Object ID ㅤ | Class ㅤ | Image name click row to open | Image size height x width | Height ㅤ | Height ㅤ | Width ㅤ | Width ㅤ | Area ㅤ |
---|---|---|---|---|---|---|---|---|
1➔ | fuzzyball mask | 0042_019_02.png | 256 x 4096 | 4px | 1.56% | 5px | 0.12% | 0% |
2➔ | fuzzyball mask | 0052_019_03.png | 256 x 4096 | 8px | 3.12% | 7px | 0.17% | 0% |
3➔ | nep mask | 0091_030_01.png | 256 x 4096 | 39px | 15.23% | 13px | 0.32% | 0.03% |
4➔ | nep mask | 0076_030_03.png | 256 x 4096 | 11px | 4.3% | 21px | 0.51% | 0.02% |
5➔ | nep mask | 0076_030_03.png | 256 x 4096 | 8px | 3.12% | 11px | 0.27% | 0.01% |
6➔ | fuzzyball mask | 0031_019_02.png | 256 x 4096 | 3px | 1.17% | 5px | 0.12% | 0% |
7➔ | broken pick mask | 0095_010_03.png | 256 x 4096 | 99px | 38.67% | 3052px | 74.51% | 0.9% |
8➔ | fuzzyball mask | 0024_019_02.png | 256 x 4096 | 9px | 3.52% | 8px | 0.2% | 0.01% |
9➔ | crease mask | 0069_023_02.png | 256 x 4096 | 256px | 100% | 18px | 0.44% | 0.1% |
10➔ | nep mask | 0086_030_02.png | 256 x 4096 | 20px | 7.81% | 8px | 0.2% | 0.01% |
License #
Citation #
If you make use of the AFID data, please cite the following reference:
AFID: a public fabric image database for defect detection.
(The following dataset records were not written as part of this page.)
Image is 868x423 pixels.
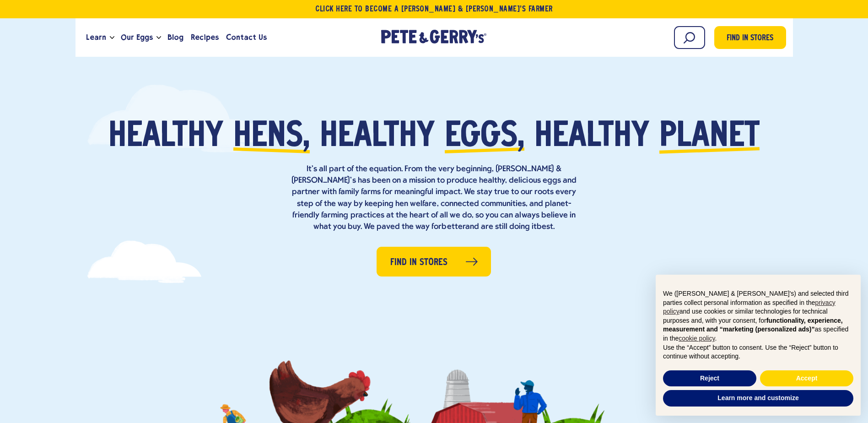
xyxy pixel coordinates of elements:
[662,370,756,387] button: Reject
[164,25,187,50] a: Blog
[226,32,267,43] span: Contact Us
[82,25,109,50] a: Learn
[167,32,184,43] span: Blog
[117,25,157,50] a: Our Eggs
[659,120,760,154] span: planet
[662,289,853,343] p: We ([PERSON_NAME] & [PERSON_NAME]'s) and selected third parties collect personal information as s...
[760,370,853,387] button: Accept
[376,247,491,277] a: Find in Stores
[187,25,222,50] a: Recipes
[108,120,223,154] span: Healthy
[662,343,853,361] p: Use the “Accept” button to consent. Use the “Reject” button to continue without accepting.
[662,390,853,406] button: Learn more and customize
[157,36,161,39] button: Open the dropdown menu for Our Eggs
[535,120,649,154] span: healthy
[678,335,714,342] a: cookie policy
[222,25,270,50] a: Contact Us
[674,26,705,49] input: Search
[714,26,786,49] a: Find in Stores
[86,32,106,43] span: Learn
[319,120,435,154] span: healthy
[441,222,465,231] strong: better
[234,120,310,154] span: hens,
[288,164,580,233] p: It’s all part of the equation. From the very beginning, [PERSON_NAME] & [PERSON_NAME]’s has been ...
[109,36,115,39] button: Open the dropdown menu for Learn
[726,32,773,45] span: Find in Stores
[191,32,219,43] span: Recipes
[536,222,553,231] strong: best
[444,120,524,154] span: eggs,
[121,32,153,43] span: Our Eggs
[390,256,447,270] span: Find in Stores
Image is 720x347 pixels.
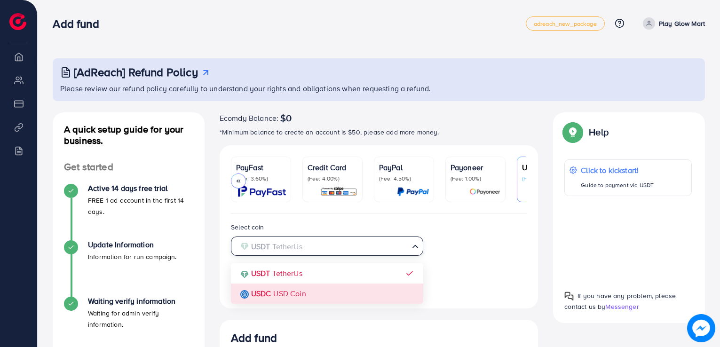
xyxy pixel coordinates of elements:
p: Payoneer [450,162,500,173]
img: card [397,186,429,197]
p: Please review our refund policy carefully to understand your rights and obligations when requesti... [60,83,699,94]
strong: USDC [251,288,271,298]
h3: Add fund [53,17,106,31]
img: image [687,314,714,342]
img: card [469,186,500,197]
img: Popup guide [564,291,573,301]
p: (Fee: 4.00%) [307,175,357,182]
span: If you have any problem, please contact us by [564,291,675,311]
h3: [AdReach] Refund Policy [74,65,198,79]
p: Play Glow Mart [658,18,705,29]
img: card [238,186,286,197]
h4: Waiting verify information [88,297,193,306]
p: (Fee: 0.00%) [522,175,572,182]
span: TetherUs [272,268,302,278]
span: Messenger [605,302,638,311]
span: Ecomdy Balance: [219,112,278,124]
p: (Fee: 3.60%) [236,175,286,182]
div: Search for option [231,236,423,256]
p: *Minimum balance to create an account is $50, please add more money. [219,126,538,138]
li: Active 14 days free trial [53,184,204,240]
p: (Fee: 1.00%) [450,175,500,182]
a: adreach_new_package [525,16,604,31]
h4: Update Information [88,240,177,249]
p: Help [588,126,608,138]
span: adreach_new_package [533,21,596,27]
p: FREE 1 ad account in the first 14 days. [88,195,193,217]
img: coin [240,290,249,298]
h4: Active 14 days free trial [88,184,193,193]
p: Information for run campaign. [88,251,177,262]
img: Popup guide [564,124,581,141]
a: Play Glow Mart [639,17,705,30]
p: Guide to payment via USDT [580,180,653,191]
p: (Fee: 4.50%) [379,175,429,182]
img: logo [9,13,26,30]
h3: Add fund [231,331,277,345]
li: Update Information [53,240,204,297]
h4: Get started [53,161,204,173]
p: Waiting for admin verify information. [88,307,193,330]
h4: A quick setup guide for your business. [53,124,204,146]
p: PayPal [379,162,429,173]
span: USD Coin [273,288,306,298]
input: Search for option [235,239,408,254]
p: Click to kickstart! [580,165,653,176]
p: PayFast [236,162,286,173]
img: coin [240,270,249,279]
p: USDT [522,162,572,173]
img: card [320,186,357,197]
label: Select coin [231,222,264,232]
span: $0 [280,112,291,124]
p: Credit Card [307,162,357,173]
strong: USDT [251,268,270,278]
Javier Silvestre-Blanes, Teresa Albero-Albero, Ignacio Miralles, Rubén Pérez-Llorens, Jorge Moreno
AUTEX Research Journal, No. 4, 2019
https://content.sciendo.com/view/journals/aut/ahead-of-print/article-10.2478-aut-2019-0035.xml
If you are happy with Dataset Ninja and use provided visualizations and tools in your work, please cite us:
@misc{ visualization-tools-for-afid-dataset,
title = { Visualization Tools for AFID Dataset },
type = { Computer Vision Tools },
author = { Dataset Ninja },
howpublished = { \url{ https://datasetninja.com/afid } },
url = { https://datasetninja.com/afid },
journal = { Dataset Ninja },
publisher = { Dataset Ninja },
year = { 2024 },
month = { nov },
note = { visited on 2024-11-21 },
}
Download #
Dataset AFID can be downloaded in Supervisely format:
As an alternative, it can be downloaded with dataset-tools package:
pip install --upgrade dataset-tools
… using following python code:
import dataset_tools as dtools
dtools.download(dataset='AFID', dst_dir='~/dataset-ninja/')
Make sure not to overlook the python code example available on the Supervisely Developer Portal. It will give you a clear idea of how to effortlessly work with the downloaded dataset.